There were roses in the room, pink ones, and even though the sight of such innocence and childishness sickened him, he left them where they were. They added a dark irony to the scene, and he greatly enjoyed such humor.
He left that room, leaving behind a blond mass of curls tainted with red, a body surrounded by flowers. He paused outside the next room, because he sensed someone within. He never would have gone in otherwise; it was simply a classroom, and anyway, he had already found all those he had come for.
She was sitting inside it, not really doing anything, just sitting there, just existing. She wasn't looking up, but he knew that she saw him because of the way her shoulders tensed when he came in.
Salazar walked a few steps closer, and then spoke her name. She looked up. Her hair was immaculate, her face calm, she was as perfect as ever. But he could tell that she had been crying.
She was the first to speak, her voice just as poised as her manner.
"You've come back."
It wasn't really a question, but he felt that he had to answer it. If not for her sake, then for his.
"Yes" He saw her eyes take in the wand clenched in his hands, the quickly drying blood on his robes, but she didn't react. It wasn't as if she hadn't known already.
A moment's more silence, and then Rowena spoke again, softly.
"Go ahead - you're only wasting time." The idea that she would be worrying about time in such a situation was almost enough to make him smile, if he hadn't already never wanted to smile again.
"No. I'm not going to. I don't care about you - no, actually. I do care. And that's the problem."
She looked up again. "Is that a problem?"
"It is for me." She accepted his answer, and he continued.
"You add complications that I'd rather do without, but then again, it's not really my choice, is it? None of this is. I suppose you should just consider yourself lucky."
"I do." She was looking at him again, looking straight into his eyes, and in the back of his memory he could recall those eyes looking at him like this before.
He didn't stay for much longer, but long enough to talk some more, although nothing they said after that was very important. Then he left, out through the Great Hall and across the lawn.

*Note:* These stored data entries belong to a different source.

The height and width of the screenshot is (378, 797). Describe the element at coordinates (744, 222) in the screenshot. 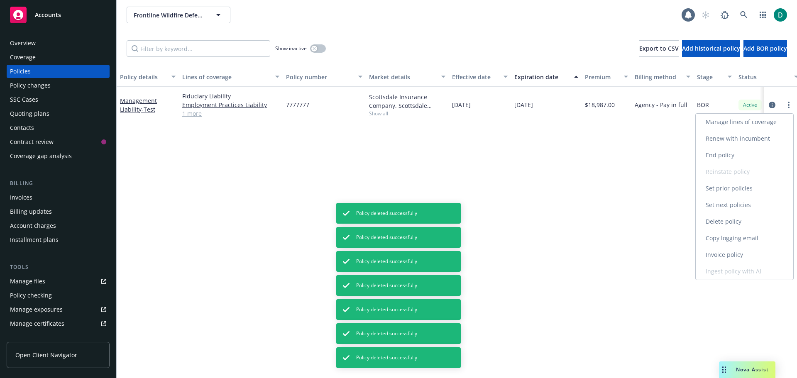

I see `a: Delete policy` at that location.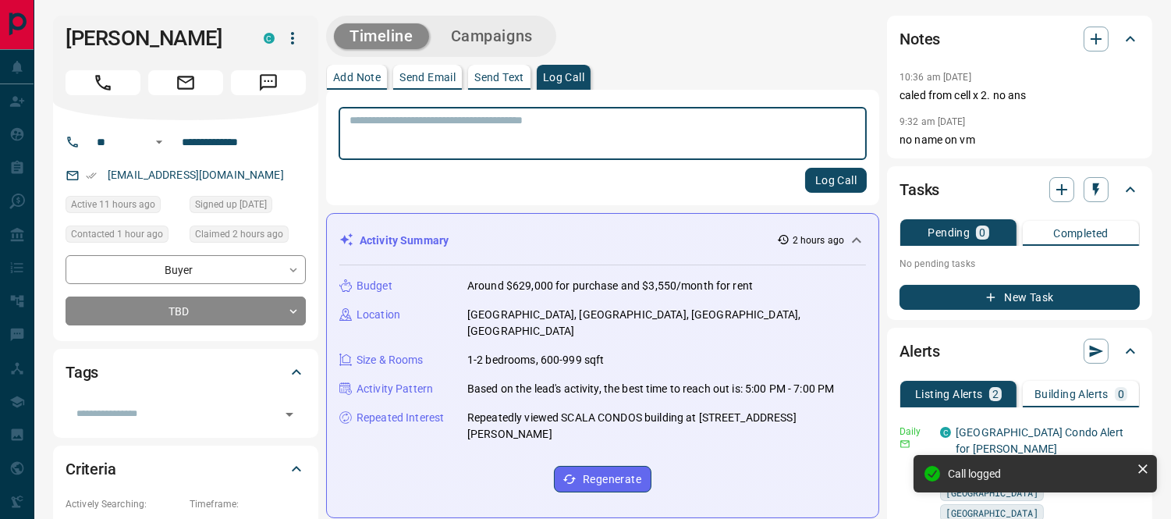 Image resolution: width=1171 pixels, height=519 pixels. What do you see at coordinates (1019, 95) in the screenshot?
I see `p: caled from cell x 2. no ans` at bounding box center [1019, 95].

She sat for a little longer, then stood up and smoothed her robes and left the room. She didn't enter the other two rooms immediately, but she went into them eventually. Then she cleaned them up a bit, and she was sad, but she didn't weep. She wasn't shocked either, because there was not much that shocked her anymore.
Salazar opened one of the front gates, and slipped through quietly, just like he had come in. Like a ghost, or a wraith, because that was really all he was. He was just a ghost, slipping in and out of time unnoticed and unwanted, a wraith made of nothing solid. He was not terribly important, at least according to most. He knew this, and resigned himself to always being a ghost. But, he thought to himself often, even ghosts can leave their marks.
A/N Reviews make me happy. Very happy. And trust me, you want to keep me happy.